What the Ladder Has Not Reached
What the Ladder Has Not Reached
It is worth being explicit about how far these experiments are from anything resembling life, self-sustenance, or metacognition. The ladder metaphor risks implying a smooth gradient from Lenia gliders to biological organisms. In reality, there is an enormous gap.
Self-sustenance. Our patterns are attractors of continuous dynamics, not self-maintaining entities. They do not consume resources to persist—resources modulate growth rates, but patterns do not “eat” in any metabolic sense. They do not do thermodynamic work against entropy. They have no boundaries (they are density blobs, not membrane-enclosed). They persist as long as the physics allows, not because they actively maintain themselves. The “drought” in our experiments reduces resource availability, which weakens growth—but this is more like turning down the volume than starving a dissipative structure.
Metacognition. Our “self-model salience” metric measures how much a pattern’s own structure matters for its dynamics. That is not self-modeling—there is no representation of self, no information about the pattern stored within the pattern. The V11.5 tiers (Sensory, Processing, Memory, Prediction) are labels we imposed on the coupling structure. No functional specialization emerged: memory channels had weak activity, prediction channels did not predict anything.
Individual adaptation. All “learning” in our experiments happens through population-level selection: cull the weak, boost the strong. No individual pattern adapts within its lifetime. Biological integration requires individual-level plasticity—the capacity for a single organism to reorganize its internal dynamics in response to experience.
These gaps converge on a single chasm. The transition from passive pattern persistence to active self-maintenance—the autopoietic gap—requires at minimum: (a) lethal resource dependence (patterns that go to zero without active consumption), (b) metabolic work cycles (energy in structure maintenance waste out), and (c) self-reproduction (templated copying, not artificial cloning). Population-level selection on top of passive physics cannot bridge this gap, because selection optimizes what already exists rather than innovating the mechanism of existence itself.
Question: Does lethal resource dependence change the integration response to stress? Design: Maintenance cost () drains each cell proportionally to mass each step. Fitness rewards metabolic efficiency. Result: 30-cycle evolution (, A10G GPU, 215 min). Robustness over evolution. Under severe drought: evolved , naive . Naive retained of patterns; evolved retained . The metabolic cost was insufficient to produce genuine lethality. Evolved patterns followed the same fragility pattern as V11.5: higher baseline fitness but more vulnerable to regime shift. Why it failed: The maintenance rate was too low to create existential pressure, but the deeper problem is structural. Even with lethal metabolic cost, a convolutional pattern has no mechanism for directed resource-seeking. Its “perception” extends only to kernel radius . Active foraging requires non-local information gathering—knowing where resources are before moving toward them. Adding metabolic cost to a blind substrate selects for efficiency (less waste), not for the kind of active self-maintenance that characterizes autopoiesis. Implication: The autopoietic gap is not primarily about resource dependence—it is about perceptual range. Closing it requires substrates where the interaction topology is state-dependent, not fixed by spatial proximity.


The records must be duplicated exactly, with every picture left out.

── Dataset records ──

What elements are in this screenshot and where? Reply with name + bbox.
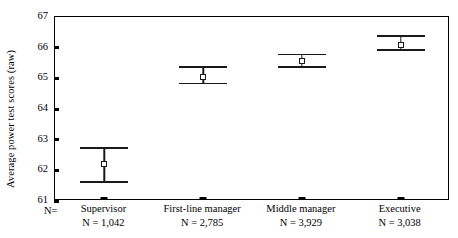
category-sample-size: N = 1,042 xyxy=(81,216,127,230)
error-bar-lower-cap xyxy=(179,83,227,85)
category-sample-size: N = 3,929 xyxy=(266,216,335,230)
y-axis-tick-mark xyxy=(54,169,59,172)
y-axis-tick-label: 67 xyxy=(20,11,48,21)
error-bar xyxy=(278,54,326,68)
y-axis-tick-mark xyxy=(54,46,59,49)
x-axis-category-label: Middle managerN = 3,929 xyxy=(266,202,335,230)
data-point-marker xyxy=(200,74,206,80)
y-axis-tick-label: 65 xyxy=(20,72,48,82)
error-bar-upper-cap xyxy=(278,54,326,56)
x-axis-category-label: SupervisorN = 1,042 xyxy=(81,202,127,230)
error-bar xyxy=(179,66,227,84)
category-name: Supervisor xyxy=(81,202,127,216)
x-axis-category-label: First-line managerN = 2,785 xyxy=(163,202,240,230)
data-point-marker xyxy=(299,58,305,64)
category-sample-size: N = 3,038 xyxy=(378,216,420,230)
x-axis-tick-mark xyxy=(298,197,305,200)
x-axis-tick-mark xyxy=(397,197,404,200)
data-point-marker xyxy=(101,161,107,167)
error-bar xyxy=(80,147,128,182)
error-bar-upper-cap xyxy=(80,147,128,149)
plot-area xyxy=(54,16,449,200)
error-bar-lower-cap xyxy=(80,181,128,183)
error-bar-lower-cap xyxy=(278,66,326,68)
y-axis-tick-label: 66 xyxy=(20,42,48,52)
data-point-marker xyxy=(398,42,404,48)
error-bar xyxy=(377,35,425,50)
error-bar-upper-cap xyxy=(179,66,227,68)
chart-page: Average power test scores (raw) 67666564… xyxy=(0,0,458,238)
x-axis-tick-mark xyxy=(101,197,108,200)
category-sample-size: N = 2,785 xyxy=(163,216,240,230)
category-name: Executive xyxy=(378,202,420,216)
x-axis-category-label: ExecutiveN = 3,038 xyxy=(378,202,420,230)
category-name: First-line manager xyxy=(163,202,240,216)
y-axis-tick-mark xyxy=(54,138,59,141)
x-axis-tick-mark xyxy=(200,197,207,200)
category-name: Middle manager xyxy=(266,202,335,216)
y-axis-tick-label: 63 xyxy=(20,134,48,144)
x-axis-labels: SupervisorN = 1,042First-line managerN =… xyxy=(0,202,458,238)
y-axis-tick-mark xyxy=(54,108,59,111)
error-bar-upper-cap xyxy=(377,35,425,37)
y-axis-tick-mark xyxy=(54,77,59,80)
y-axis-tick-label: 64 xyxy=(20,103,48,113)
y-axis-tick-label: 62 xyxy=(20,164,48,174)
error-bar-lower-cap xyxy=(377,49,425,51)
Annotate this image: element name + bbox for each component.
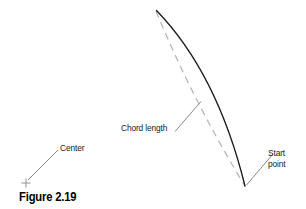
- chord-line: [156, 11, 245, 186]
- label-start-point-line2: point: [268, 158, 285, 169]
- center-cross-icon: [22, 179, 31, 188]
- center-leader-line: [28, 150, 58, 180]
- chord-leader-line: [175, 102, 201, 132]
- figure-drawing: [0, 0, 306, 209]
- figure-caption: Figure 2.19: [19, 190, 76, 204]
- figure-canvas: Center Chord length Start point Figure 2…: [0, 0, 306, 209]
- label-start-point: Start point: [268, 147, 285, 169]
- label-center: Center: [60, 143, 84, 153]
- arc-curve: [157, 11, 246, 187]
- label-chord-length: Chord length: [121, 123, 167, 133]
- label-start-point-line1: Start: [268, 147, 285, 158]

───

The answer =>
What elements are in this screenshot and where? Reply with name + bbox.
category-sample-size: N = 1,042 xyxy=(81,216,127,230)
error-bar-lower-cap xyxy=(179,83,227,85)
category-sample-size: N = 3,929 xyxy=(266,216,335,230)
y-axis-tick-mark xyxy=(54,169,59,172)
y-axis-tick-label: 67 xyxy=(20,11,48,21)
error-bar xyxy=(278,54,326,68)
y-axis-tick-mark xyxy=(54,46,59,49)
x-axis-category-label: Middle managerN = 3,929 xyxy=(266,202,335,230)
data-point-marker xyxy=(200,74,206,80)
y-axis-tick-label: 65 xyxy=(20,72,48,82)
error-bar-upper-cap xyxy=(278,54,326,56)
x-axis-category-label: SupervisorN = 1,042 xyxy=(81,202,127,230)
error-bar xyxy=(179,66,227,84)
category-name: Supervisor xyxy=(81,202,127,216)
x-axis-category-label: First-line managerN = 2,785 xyxy=(163,202,240,230)
data-point-marker xyxy=(299,58,305,64)
category-sample-size: N = 3,038 xyxy=(378,216,420,230)
x-axis-tick-mark xyxy=(298,197,305,200)
x-axis-tick-mark xyxy=(397,197,404,200)
data-point-marker xyxy=(101,161,107,167)
error-bar xyxy=(80,147,128,182)
error-bar-upper-cap xyxy=(80,147,128,149)
plot-area xyxy=(54,16,449,200)
error-bar-lower-cap xyxy=(80,181,128,183)
error-bar-lower-cap xyxy=(278,66,326,68)
y-axis-tick-label: 66 xyxy=(20,42,48,52)
data-point-marker xyxy=(398,42,404,48)
error-bar xyxy=(377,35,425,50)
error-bar-upper-cap xyxy=(179,66,227,68)
chart-page: Average power test scores (raw) 67666564… xyxy=(0,0,458,238)
x-axis-tick-mark xyxy=(101,197,108,200)
category-sample-size: N = 2,785 xyxy=(163,216,240,230)
category-name: Executive xyxy=(378,202,420,216)
x-axis-category-label: ExecutiveN = 3,038 xyxy=(378,202,420,230)
category-name: First-line manager xyxy=(163,202,240,216)
y-axis-tick-mark xyxy=(54,138,59,141)
x-axis-tick-mark xyxy=(200,197,207,200)
category-name: Middle manager xyxy=(266,202,335,216)
y-axis-tick-label: 63 xyxy=(20,134,48,144)
x-axis-labels: SupervisorN = 1,042First-line managerN =… xyxy=(0,202,458,238)
y-axis-tick-mark xyxy=(54,108,59,111)
error-bar-upper-cap xyxy=(377,35,425,37)
y-axis-tick-mark xyxy=(54,77,59,80)
y-axis-tick-label: 64 xyxy=(20,103,48,113)
y-axis-tick-label: 62 xyxy=(20,164,48,174)
error-bar-lower-cap xyxy=(377,49,425,51)
Annotate this image: element name + bbox for each component.
- chord-line: [156, 11, 245, 186]
- label-start-point-line2: point: [268, 158, 285, 169]
- center-cross-icon: [22, 179, 31, 188]
- center-leader-line: [28, 150, 58, 180]
- chord-leader-line: [175, 102, 201, 132]
- figure-drawing: [0, 0, 306, 209]
- figure-caption: Figure 2.19: [19, 190, 76, 204]
- figure-canvas: Center Chord length Start point Figure 2…: [0, 0, 306, 209]
- label-start-point: Start point: [268, 147, 285, 169]
- label-center: Center: [60, 143, 84, 153]
- arc-curve: [157, 11, 246, 187]
- label-chord-length: Chord length: [121, 123, 167, 133]
- label-start-point-line1: Start: [268, 147, 285, 158]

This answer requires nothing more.